Charter class member Andrew Moore returns to Roanoke
September 18, 2021
Dr. Andrew Moore, a member of the charter class at the VTC School of Medicine, said it’s unusual for doctors to choose to practice in the city where they attended medical school.
“All of the data really says that people end up practicing where they did their residency or where their mother-in-law lives,” he said.
After finishing medical school in Roanoke, Moore headed off to Chicago for his residency and then spent a few years in Portland, Oregon, nearer to where he grew up on the West Coast.
But when he began looking for opportunities in academic emergency medicine, Moore found himself once again drawn to Roanoke. It checked all of his boxes professionally in that he could be involved in an emergency medicine residency program and work with medical students, plus it offered the outdoor activities important to Moore, who was a ski patroller for a few years before attending medical school.
“There’s not a lot of level 1 trauma centers that you could technically mountain bike to work at,” Moore said. But Carilion Roanoke Memorial Hospital is one of them.
So last year, Moore, 38, moved back to the area with his family.

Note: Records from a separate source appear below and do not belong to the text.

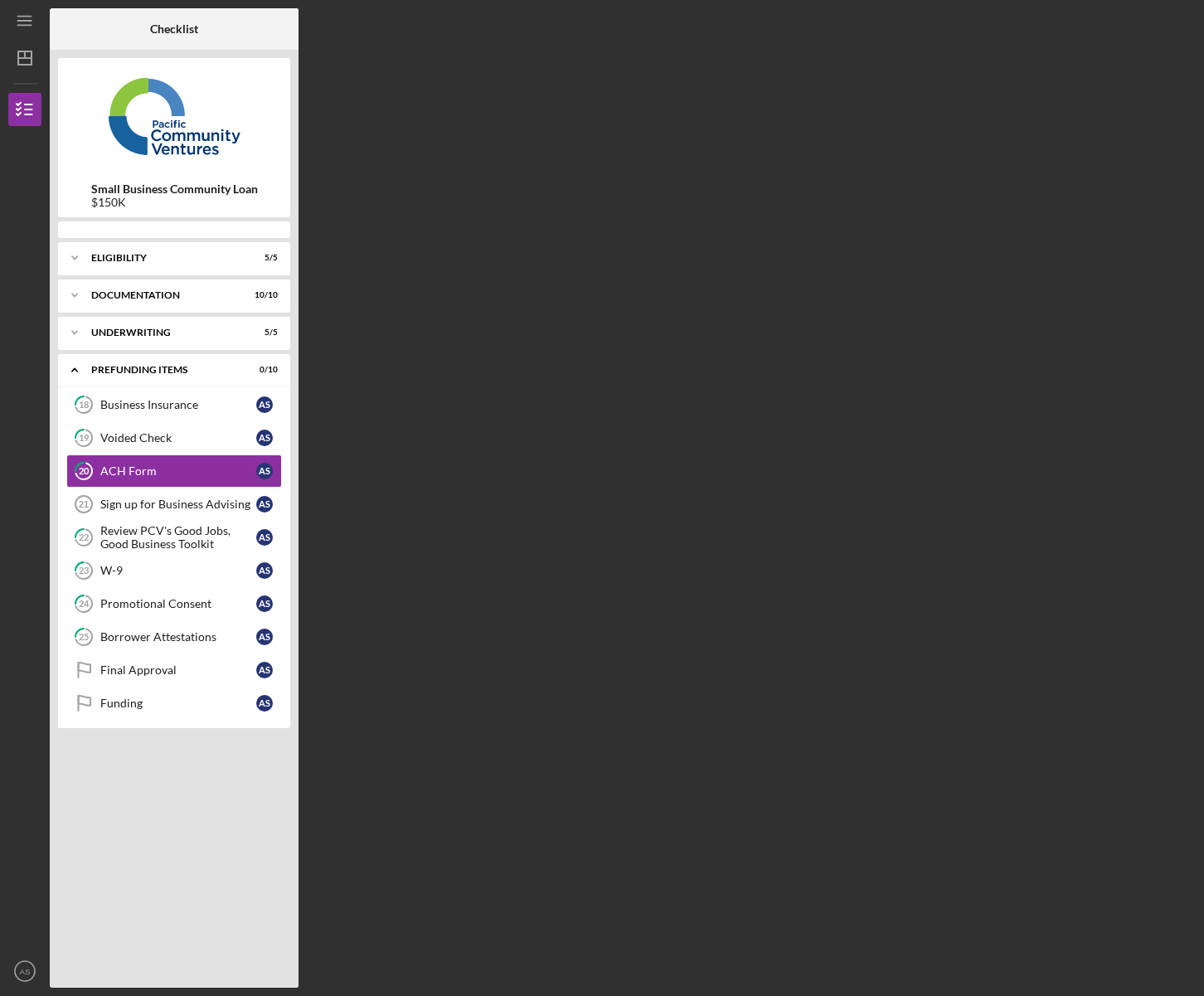 Image resolution: width=1204 pixels, height=996 pixels. I want to click on img: Product logo, so click(174, 116).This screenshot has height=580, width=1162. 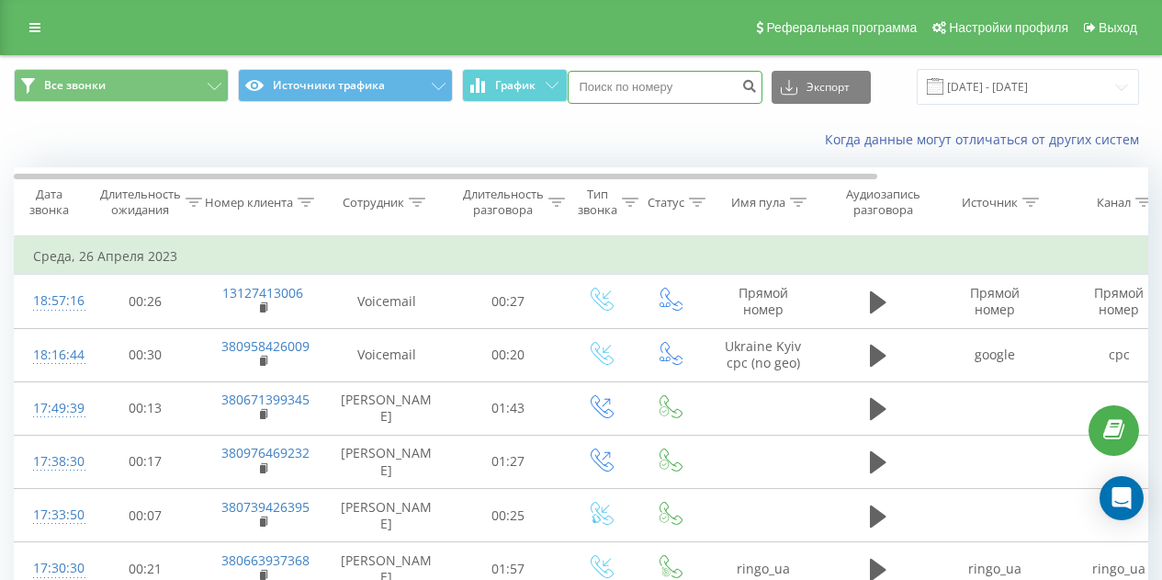 What do you see at coordinates (597, 202) in the screenshot?
I see `div: Тип звонка` at bounding box center [597, 202].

He likes Roanoke’s small-town feel and working in a large academic hospital setting that’s still walkable and the kind of place where people know their neighbors.
Plus, Moore said, the patients he treats in Southwest Virginia are always so nice. The latest batch of residents even commented on it.
“We’re in the ER, so we’re generally seeing people on what’s probably considered the worst day of their lives and when they’re still friendly and patient and understanding of the crowding in our emergency department, it just makes life so much easier,” he said. “It’s very fulfilling to take care of the patient population down here.”
Moore said he understood officials hoped establishing the medical school in Roanoke would bring more physicians to the area. At the time, he was skeptical of that plan. But now, with several members of the charter class back in the region, he’s been proven wrong.
“This place has a magnetic pull,” Moore said. “It’s an amazing place to live and practice medicine.”